The extraordinary power of the world's central bankers

Stephen Mulholland
Another Voice

IT CAME as an invigorating breath of fresh air to hear our new Reserve Bank governor, Tito Mboweni, declare that he will not attempt to defend the rand against currency speculators.

In a Business Day report, he was quoted as saying that it was a waste of time trying to take on the speculators. He added: "When you intervene they take you to the cleaners."

Too right, mate, as they say in Australia. It fills me with despair to think of the untold billions upon billions of precious foreign exchange we have squandered over the years futilely defending the rand. I remember when it was US1.40 to the rand. We fought the speculators all the way down to the current US16c. That's right, sixteen American cents. Somehow that brings it home far more effectively than R6.20 to the dollar.

This weekend Mboweni was inducted into the high priesthood of international finance. It's a cosy club of some of the most powerful men (I don't know offhand of any women governors, although there may well be some) in the world.
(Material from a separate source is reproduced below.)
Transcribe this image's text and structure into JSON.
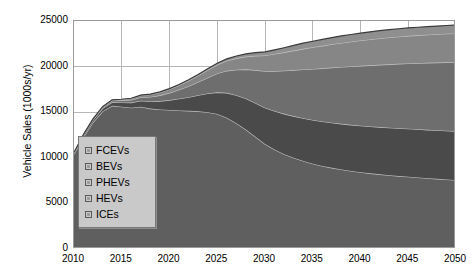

What distinguishes these people is that they wield extraordinary power over the affairs of the world - and yet nobody elected them. They are appointed by their respective heads of state and worship at the altar of what is known as the independence of the central bank.

What we must never forget is that central bankers, for all the mystique which surrounds them, are as fallible as any other mortals. In fact, being almost a law to themselves, immune to criticism from the public or ignorant politicians, their own overweening confidence leads them into errors which can, as in the Great Depression, devastate the lives of ordinary people all over the world.
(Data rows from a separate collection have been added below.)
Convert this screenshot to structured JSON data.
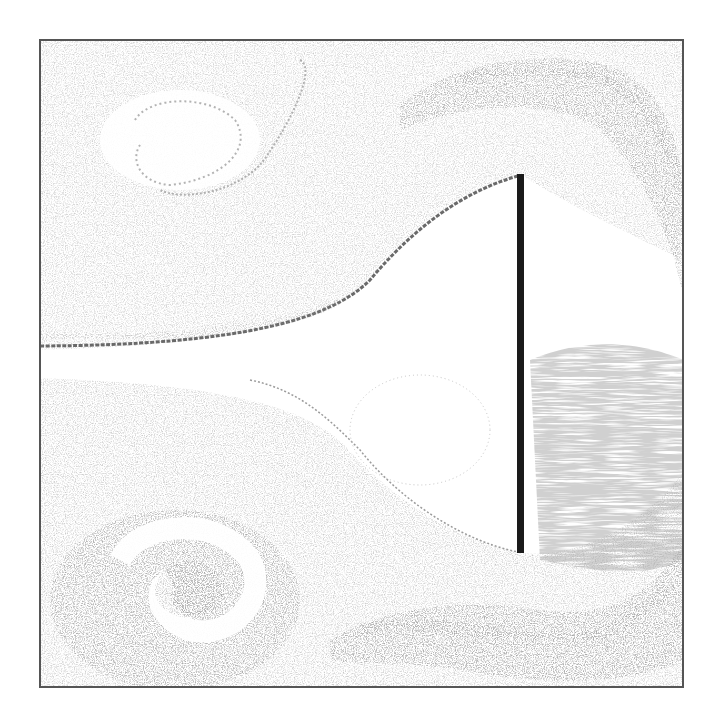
{
  "figure": {
    "colors": {
      "background": "#ffffff",
      "frame": "#555555",
      "plate": "#1a1a1a",
      "streak_dark": "#6a6a6a",
      "streak_mid": "#9a9a9a",
      "streak_light": "#c8c8c8"
    },
    "frame": {
      "x": 39,
      "y": 39,
      "width": 645,
      "height": 649
    },
    "plate": {
      "x": 517,
      "y": 174,
      "width": 7,
      "height": 379
    },
    "features": [
      {
        "name": "upper-shear-layer",
        "type": "curve"
      },
      {
        "name": "lower-shear-layer",
        "type": "curve"
      },
      {
        "name": "upper-left-vortex",
        "type": "vortex"
      },
      {
        "name": "lower-left-vortex",
        "type": "vortex"
      },
      {
        "name": "upper-right-vortex-band",
        "type": "band"
      },
      {
        "name": "lower-right-vortex-band",
        "type": "band"
      },
      {
        "name": "wake-recirculation-region",
        "type": "region"
      }
    ]
  }
}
In their monumental work, A Monetary History of the United States, 1867-1960, the Nobel Prize winner, Milton Friedman, and Anna Jacobson Schwartz demonstrate conclusively that the trauma and suffering of the Great Depression can be laid squarely at the door of the Federal Reserve System. Of course, there were other, non-monetary factors, at work. But in Chapter Seven, aptly entitled The Great Contraction, Friedman and Schwartz point out that it is hardly conceivable that money income could have declined by over one-half and prices by over one-third in the course of four years if there had been no decline in the stock of money.

In Friedman's view, part of the problem with central banking is that it depends for its efficacy almost entirely on the personality of the individual in charge. In his contribution to a 1962 study, In Search of a Monetary Constitution , published by the Harvard University Press, he discusses the impact of the death in 1928 of Benjamin Strong, then governor of the most important of the regional federal banks, the Federal Bank of New York. He was the dominant figure in the System, and when he died power shifted from New York to Washington where the people involved were of mediocre calibre.

Consequently, writes Friedman, in the emergencies that came in 1929, 1930 and 1931 the Federal Reserve System acted timorously and passively. There is little doubt that Strong would have acted differently. If he had still been governor, the result would almost surely have been to nip the wave of bank failures in the bud and to prevent the drastic monetary deflation that followed.

Today, the Federal Reserve System has in Alan Greenspan a cunning, subtle operator of great intellectual quality and the highest ethics. He has been the secret weapon that has kept that sorry excuse for a president, Bill Clinton, in the White House.

Selection of the head of the Federal Reserve is probably the single most important decision a US president makes. If he picks the wrong person for the job, his presidency, regardless of his other contributions, will be marred. If he chooses wisely, his presidency will be enhanced. Of course, it took Ronald Reagan - another cunning, subtle operator - to select Greenspan.